Peter Magyar, leader of Hungary's opposition party Tisza, has accused Prime Minister Viktor Orbán of inviting Russian military intelligence operatives into the country to manipulate the outcome of upcoming elections, Magyar announced on Facebook.
"Several weeks ago, representatives of Russian military intelligence arrived in Budapest with the aim and task of influencing the results of Hungarian elections," Magyar wrote. "The same thing they did earlier in Moldova." He is demanding their immediate expulsion.
Magyar drew a stark historical parallel, stating that Orbán is the first Hungarian leader since former Prime Minister János Kádár to have invited Russians into the country — a reference that places Orbán in the company of a Soviet-era communist ruler.

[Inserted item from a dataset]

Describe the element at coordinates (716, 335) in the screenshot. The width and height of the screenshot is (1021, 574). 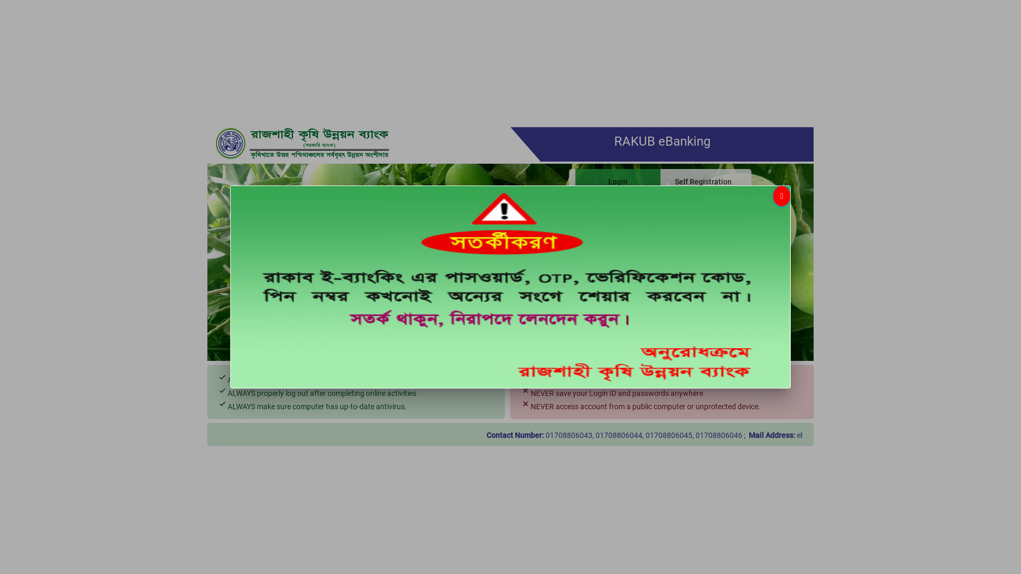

Framing the situation as an act of desperation, Magyar described the alleged interference as "an absolutely unprecedented case in which a government on the verge of collapse is attempting to influence Hungarian elections through external interference in its own favour." He called on Orbán to "immediately cease these actions and expel from Hungary the Russian secret agents who arrived under diplomatic cover."
Magyar also demanded the convening of the National Security Committee and a full briefing on the matter. Positioning himself as a government-in-waiting, he stated: "As a future head of government, I demand immediate information on what intelligence the Hungarian government has received from allied country services about Russian interference, and why it has not yet taken response measures against these unprecedented Russian actions."
The accusations arrive against a backdrop of independent reporting. Investigative journalists, working alongside European security services, have established that Vladimir Putin tasked a group of political technologists and Russian military intelligence with interfering in Hungary's parliamentary elections in April to secure Orbán's victory, according to the report.
Magyar closed with a positioning statement aimed at both domestic and international audiences, saying Hungary needs leadership that will not expose the country to threats from the East, "whether from Putin or from Zelenskyy," adding: "It is in Hungary's interest to remain a stable, predictable partner that allies consider reliable."
The statement also follows recent remarks by Ukrainian President Volodymyr Zelenskyy, who expressed hope that Orbán's party would lose the elections, after which, he said, normalization of relations with Hungary would become possible. Zelenskyy also warned, in an apparent reference to Orbán, that if the EU credit continues to be blocked, "the address of this person" would be passed to Ukraine's Armed Forces.
Magyar leads Tisza, the first party to seriously challenge Orbán's Fidesz in over a decade. Orbán, in power since 2010, has maintained close ties with Moscow while blocking EU support for Ukraine.